In The Financial Times, Peter Oppenheimer explains how the recovery from the COVID-19 crash could be different from previous recoveries. He writes:
Global equity market capitalisation has grown to $100tn, roughly 115 per cent of global GDP — the highest level since the pre-financial crisis peak in 2007.
But this scale of recovery is not unprecedented and bears a remarkable resemblance to the period after the trough in 2009 that followed the financial crisis, when the MSCI World index rose 68 per cent over a similar period.
Conditions at the time of the 2009 trough were, however, very different from today. Although the recession this time has been deeper, the falls in equity prices during the financial crisis were sharper, averaging about 60 per cent (in line with the average of historical structural bear markets), compared with falls of about 30 per cent this year (in line with the average for event-driven bear markets).
Consequently, at its trough in the financial crisis, the total value of S&P 500 companies was roughly eight times forward earnings. The valuation trough this March was 13 times and the current ratio is 22 times.
Moreover, when the financial crisis hit, 10-year bond yields in the US and Germany were 3.9 per cent, whereas they are now just 0.9 per cent in the US and 0.60 per cent in Germany, and one-third of all government debt and a quarter of all investment grade debt has a negative yield. Furthermore, US debt to GDP was 60 per cent before the global financial crisis and is now above 100 per cent.
The speed and pace of the current rebound from the trough in March has a lot to do with the policy support, both in terms of monetary and fiscal policy. In addition to higher fiscal spending, central banks have pushed interest rates back down to zero (with some in negative territory).
Strong guidance from the central banks suggests that most of them will keep rates unchanged, perhaps until early 2025. With stronger growth pushing up inflation expectations from a record low, the real level of interest rates — the nominal rate minus inflation — has moved deeply negative.

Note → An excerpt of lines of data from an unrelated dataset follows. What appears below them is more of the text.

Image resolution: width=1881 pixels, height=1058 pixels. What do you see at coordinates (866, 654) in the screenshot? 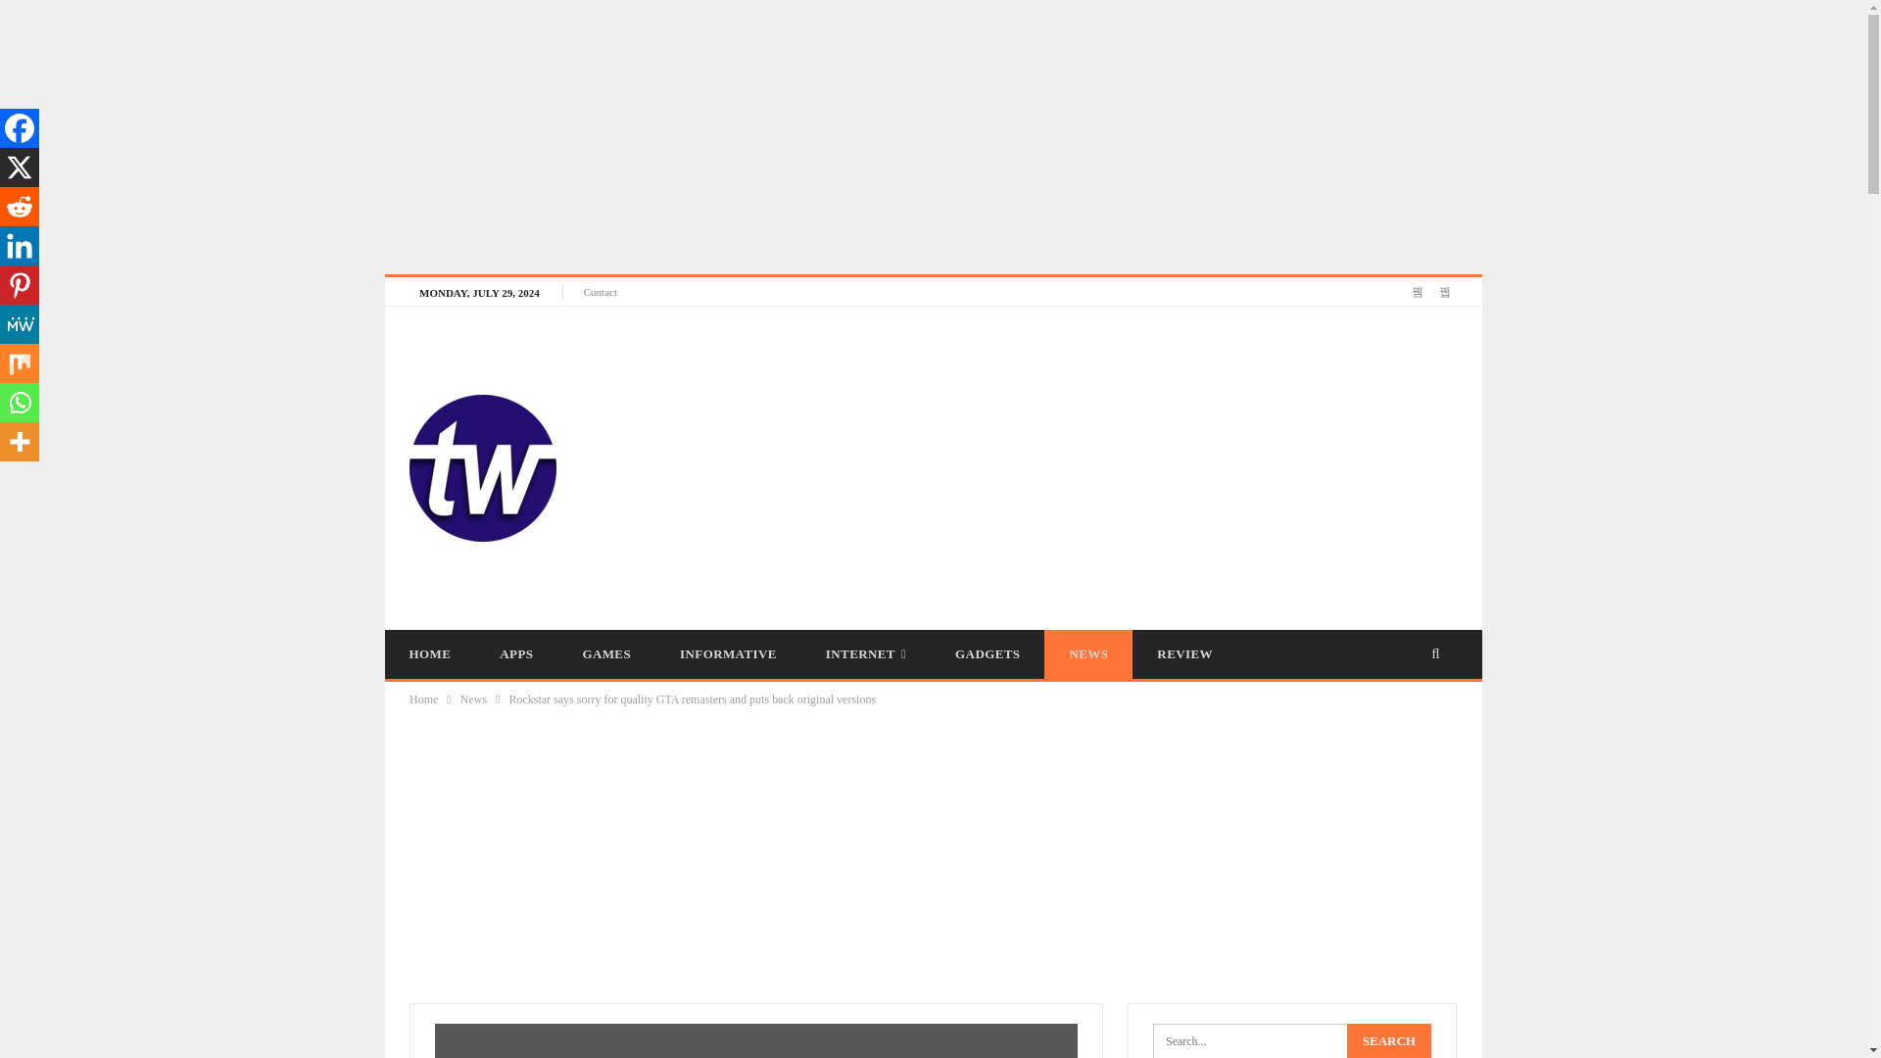
I see `INTERNET` at bounding box center [866, 654].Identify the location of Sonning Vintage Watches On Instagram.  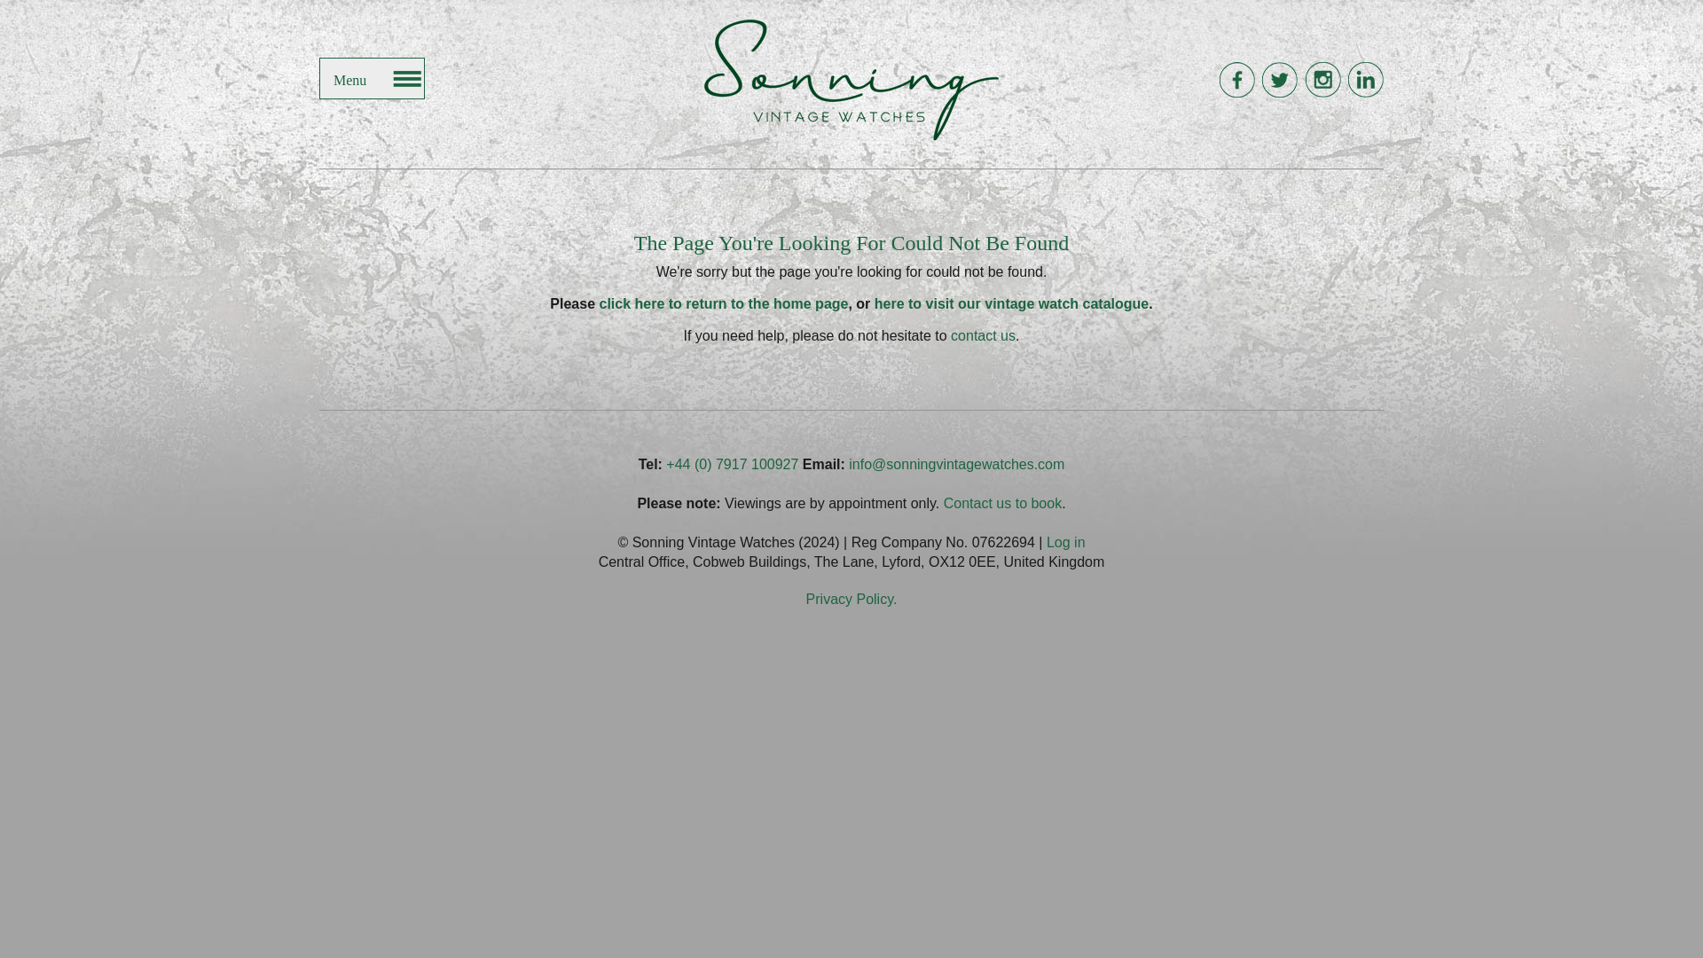
(1323, 80).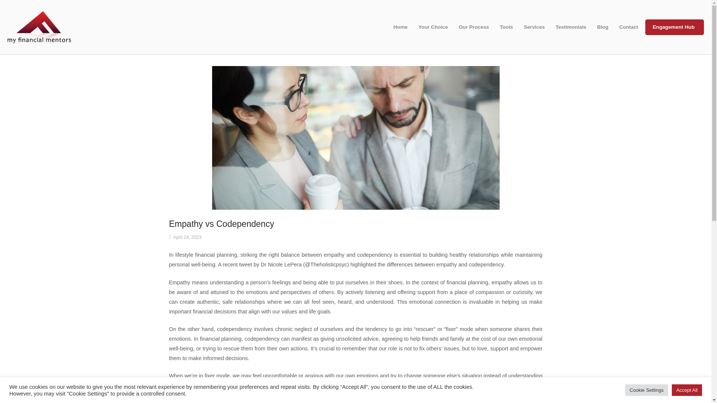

But, ultimately, the higher starting valuations in this bear market, the lack of room for interest rates and bond yields to fall and a much higher debt burden compared with the decade after the financial crisis, suggest that over the medium term, returns will be lower. The real opportunity will be in the so-called “alpha” — picking the relative winners and losers within each market and industry, rather than “beta” of the index.